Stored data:

========================================

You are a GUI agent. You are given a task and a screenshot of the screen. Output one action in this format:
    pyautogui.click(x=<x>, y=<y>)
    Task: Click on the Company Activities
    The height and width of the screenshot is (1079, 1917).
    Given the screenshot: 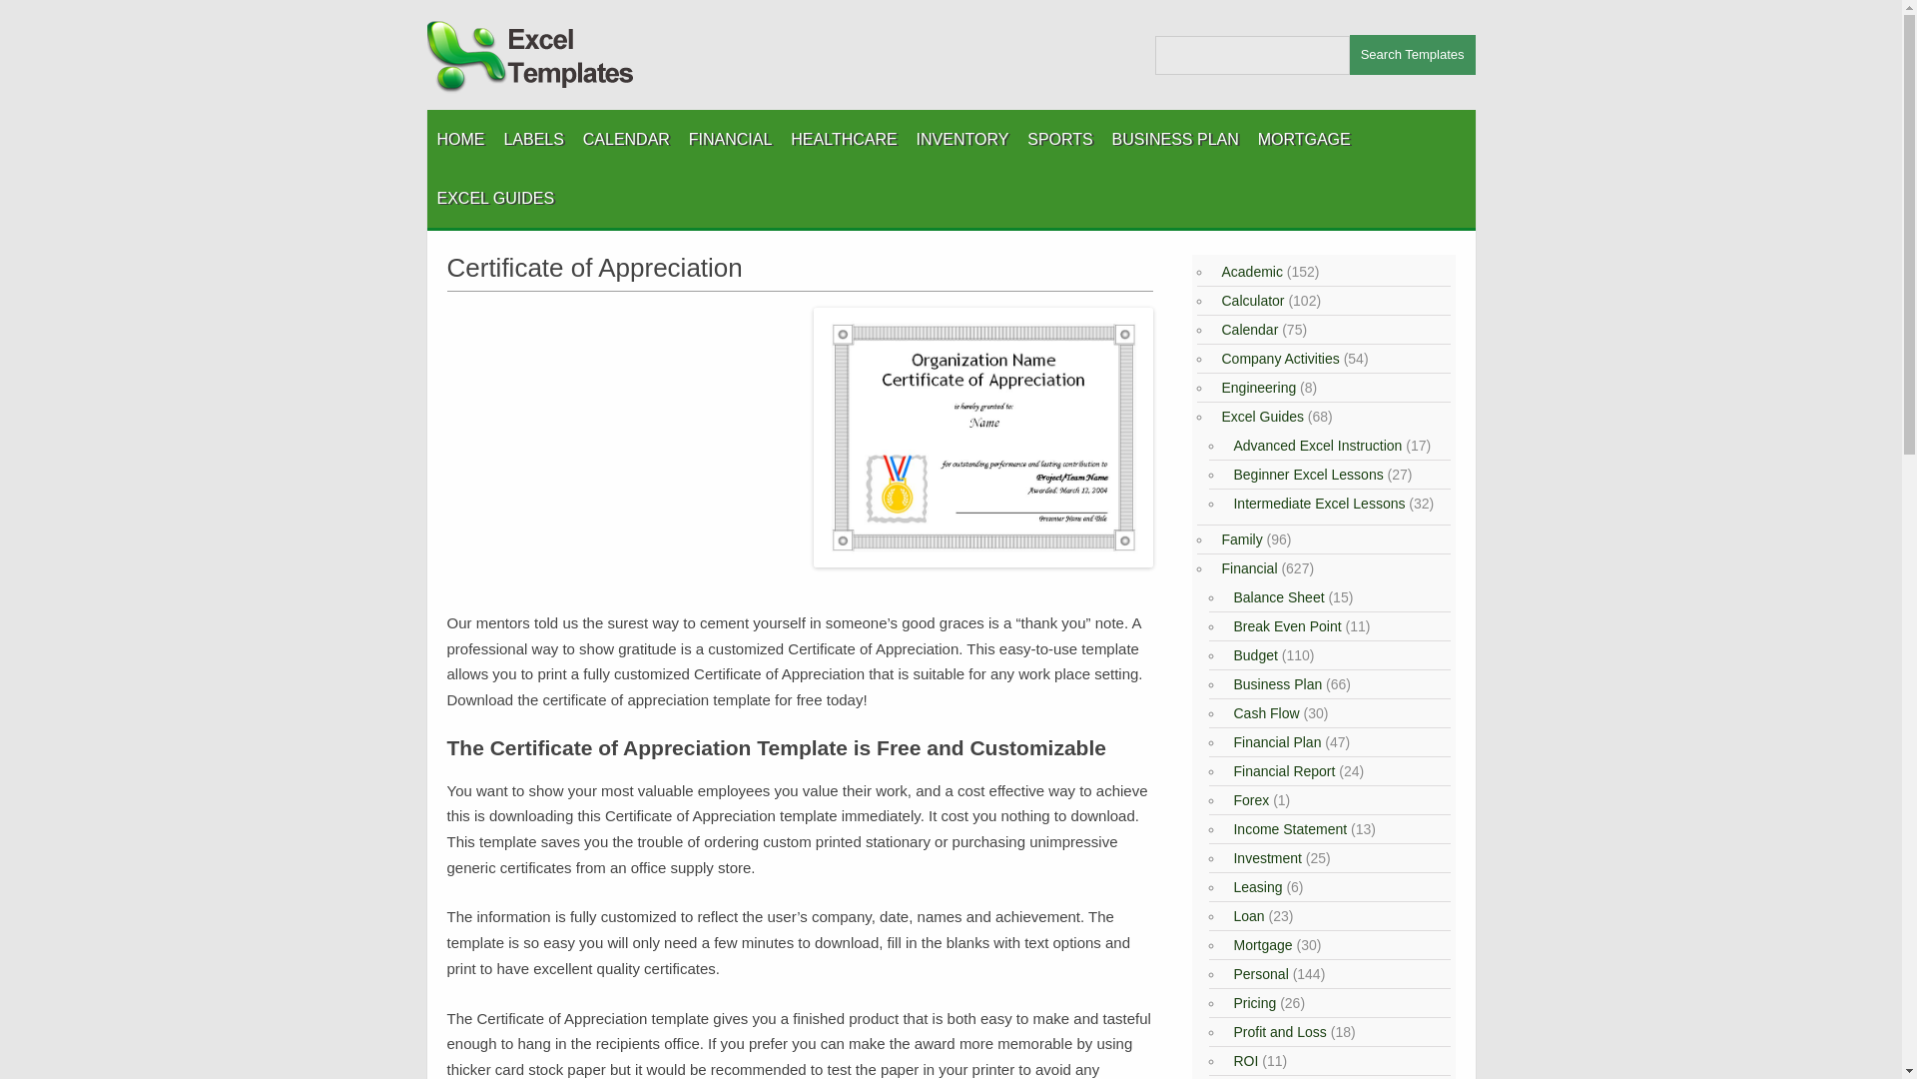 What is the action you would take?
    pyautogui.click(x=1276, y=359)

========================================

**What you are asked to do:** Start at the first line of the entries above. Set down each line exactly through the one with "The height and", and stop there.

**Finished task:**
You are a GUI agent. You are given a task and a screenshot of the screen. Output one action in this format:
    pyautogui.click(x=<x>, y=<y>)
    Task: Click on the Company Activities
    The height and width of the screenshot is (1079, 1917).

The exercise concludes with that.